A heaviness wraps itself around my mind. It pushes and contracts and seeps in through the holes—my senses dull and my thoughts slow. We have entered The Land of Corpses. Their leviathan bodies flicker in and out of existence:
A child as large as city, falls slowly in the distance. Or it gives the impression of falling, but it does not fall. Its body is thin and wasting away, bit by infinitesimal bit.
We pass a million beetles in a quivering pile, melting into it each other. Bubbles burst from the streaming mass, sending a brown fog into the air. We cover our mouths with damp cloth and hold hands until we leave the cloud. It stings our faces for hours to come and the seer breaks out in a painful rash.
We stop when we reach the body of what might be massive worm—it extends as far as I can see in either direction, and is almost ten times my height. It may not have an end. Indeed, it might coil around the entirety of the Earth, or galaxy, or universe.
We come close enough to feel heat radiate from it. It might have been far warmer when it was alive. Its flesh is dried and lumpy and faded pink. Rowan gets up close to it, and searches for something to take a sample with.
But she doesn’t get to. “Don’t touch that,” a warbled voice says, although I can’t tell where it comes from.
Rowan draws back, possibly a little annoyed.
“Thank you,” the same voice says. It appears to vibrate off the entirety of the snake. “Might I see you? You’re so far way, come closer.”
“Who are you?” Rowan asks.
“What is the more pressing question,” the seer says. They’ve grown paler and seem to be fighting their nerves.
“I am a human or was one. Just like you all were.”
“I still am,” I tell it. “Where are you?”
“In front of you, but come further. I can feel you, but I want to see and I lack the strength to come there. Please, come to where I am. Walk beside my tongue, to your right.” The worm is in fact a tongue? Or is it both?
The seer steps back as Rowan and I step forward. “I will not see what lies at the end of this,” they say. “Please reconsider this.”
“You can wait by the border,” I say. “We’ll get you when we’re done.” And the seer does not press the matter further. They depart our company and we travel the length of the tongue. As we near whatever we’re meant to near, we notice it get healthier and thicker, wetter and pinker. We do not engage in conversation with it until we finally see it—at first we think it’s a hill, or a boulder, and when we’re close enough to see the glisten of its eyes we see it’s a face, the origin of the tongue.
The head is lying on its side, half buried in the ground. It’s not as large as you might expect given the length of the tongue, but you could still build a small house on it. I’m astonished by how very human and very old it is; apart from the tongue and eyes, it is merely a large old man’s face. It can see us now and I feel heavy when its gaze finds me. Whether or not it’s malicious, it is unpleasant.
“I’m sorry for my state. I’m sorry about many things, but right now I’m sorry that you I’ve made you walk all this way to see a dying thing like me. What brings you to this place? Seldom anything so alive as you comes here.”
“We’ve come to kill the Waker.”
That was the wrong thing to say.
It blinks and I feel like I way three times as much as I did. I’m forced to my knees. Rowan is similarly afflicted and masks a gasping sound as the breath is drawn out of her lungs.
“You cannot. I won’t allow it.”
I’m silent, trying to think of how to not provoke it further. It might be dying but it’s still far more powerful than either Rowan or me. The seer might have had some idea, but that doesn’t matter now.
“If you promise to go,” the thing says eventually, “you can live. But don’t return. The Waker is not your enemy.” Here its voice is far louder, and I can see the vibrations travel along its tongues. If it were a normal volume coming from a normal person it might have been smooth and charismatic, like a singer’s voice.
“Fine,” I manage to get out. “We’ll go.”
“You do not mean that,” it says, and with more strength than I gave it credit for it opens its mouth wide.
Darkness and music pour out.
I try to run. Rowan does too. She’s even less successful than I am, barely moving an inch to my two. My muscles strain heavily under the confusing new weight. I do not get very far at all before the dying thing’s strange emissions catch up with me.
Trills of impossible voices invade my ears, and the darkness seeps into and behind my eyes. I see red outlines of arms and scowling faces. They grip my limbs. They scratch and envelop me and grow more numerous. And they drag me towards a great red hole I know to be the monster’s mouth.
I cannot let them stop me. I tear at the hands. I bite them and try to grip their wrists. When I can remember prayers or powerful words, I scream those over the voices.
I gain an inch and lose twenty.
It’s futile, I know it is, but I have not cared about futility for a very long time.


● PROBLEM REQUIREMENTS
Spot each line in the records below where the word "Credits" occurs, then copy it.
*** RECORDS PROVIDED ***
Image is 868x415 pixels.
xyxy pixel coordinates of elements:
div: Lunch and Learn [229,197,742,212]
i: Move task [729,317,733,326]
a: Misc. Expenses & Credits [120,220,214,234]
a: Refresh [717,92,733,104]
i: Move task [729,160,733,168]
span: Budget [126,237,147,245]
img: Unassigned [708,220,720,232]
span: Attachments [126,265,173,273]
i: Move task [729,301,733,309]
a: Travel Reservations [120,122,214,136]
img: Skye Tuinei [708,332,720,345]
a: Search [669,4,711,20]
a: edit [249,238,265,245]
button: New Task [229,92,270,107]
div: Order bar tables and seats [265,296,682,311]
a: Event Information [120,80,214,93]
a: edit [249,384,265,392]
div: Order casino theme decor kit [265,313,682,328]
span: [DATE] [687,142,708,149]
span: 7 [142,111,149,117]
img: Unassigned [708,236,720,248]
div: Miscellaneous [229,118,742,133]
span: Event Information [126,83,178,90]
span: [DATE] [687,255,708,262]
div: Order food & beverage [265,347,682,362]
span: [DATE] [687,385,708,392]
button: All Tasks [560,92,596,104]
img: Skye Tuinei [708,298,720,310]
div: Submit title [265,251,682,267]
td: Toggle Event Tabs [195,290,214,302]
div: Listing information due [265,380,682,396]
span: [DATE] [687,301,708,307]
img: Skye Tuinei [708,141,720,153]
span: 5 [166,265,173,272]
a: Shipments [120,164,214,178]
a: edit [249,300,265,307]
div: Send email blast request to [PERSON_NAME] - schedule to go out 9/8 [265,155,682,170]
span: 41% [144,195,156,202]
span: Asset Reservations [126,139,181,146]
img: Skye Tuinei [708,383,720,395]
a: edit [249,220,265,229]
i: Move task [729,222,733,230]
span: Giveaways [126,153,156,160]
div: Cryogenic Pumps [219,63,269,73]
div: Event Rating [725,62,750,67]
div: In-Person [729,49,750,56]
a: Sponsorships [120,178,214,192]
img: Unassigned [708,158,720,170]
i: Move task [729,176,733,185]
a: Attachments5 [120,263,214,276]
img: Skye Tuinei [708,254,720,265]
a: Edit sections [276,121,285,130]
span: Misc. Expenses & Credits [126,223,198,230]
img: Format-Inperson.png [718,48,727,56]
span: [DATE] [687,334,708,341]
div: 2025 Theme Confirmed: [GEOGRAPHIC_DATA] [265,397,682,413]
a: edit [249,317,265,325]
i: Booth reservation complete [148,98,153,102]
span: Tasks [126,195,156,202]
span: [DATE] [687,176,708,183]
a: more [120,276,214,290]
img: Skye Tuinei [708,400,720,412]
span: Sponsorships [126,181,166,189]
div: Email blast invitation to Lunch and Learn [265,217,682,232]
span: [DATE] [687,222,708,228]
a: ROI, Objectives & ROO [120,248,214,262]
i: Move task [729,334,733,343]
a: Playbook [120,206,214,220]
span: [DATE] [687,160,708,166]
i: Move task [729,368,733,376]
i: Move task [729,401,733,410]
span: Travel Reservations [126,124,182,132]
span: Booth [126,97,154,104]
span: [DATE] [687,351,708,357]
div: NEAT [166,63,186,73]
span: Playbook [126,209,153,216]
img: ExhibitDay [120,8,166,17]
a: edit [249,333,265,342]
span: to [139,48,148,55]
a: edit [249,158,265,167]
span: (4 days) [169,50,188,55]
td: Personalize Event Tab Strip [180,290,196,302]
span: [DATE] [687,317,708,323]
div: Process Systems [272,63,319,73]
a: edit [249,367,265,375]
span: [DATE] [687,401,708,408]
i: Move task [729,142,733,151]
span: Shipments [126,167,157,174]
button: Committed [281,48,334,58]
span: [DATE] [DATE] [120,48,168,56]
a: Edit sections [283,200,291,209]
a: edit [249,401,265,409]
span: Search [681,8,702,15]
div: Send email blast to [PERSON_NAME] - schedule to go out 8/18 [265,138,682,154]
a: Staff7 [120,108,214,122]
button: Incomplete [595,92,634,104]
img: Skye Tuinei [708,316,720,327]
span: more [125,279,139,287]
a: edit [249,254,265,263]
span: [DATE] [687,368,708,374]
*** End of RECORDS PROVIDED ***
● TASK ANSWER
a: Misc. Expenses & Credits [120,220,214,234]
span: Misc. Expenses & Credits [126,223,198,230]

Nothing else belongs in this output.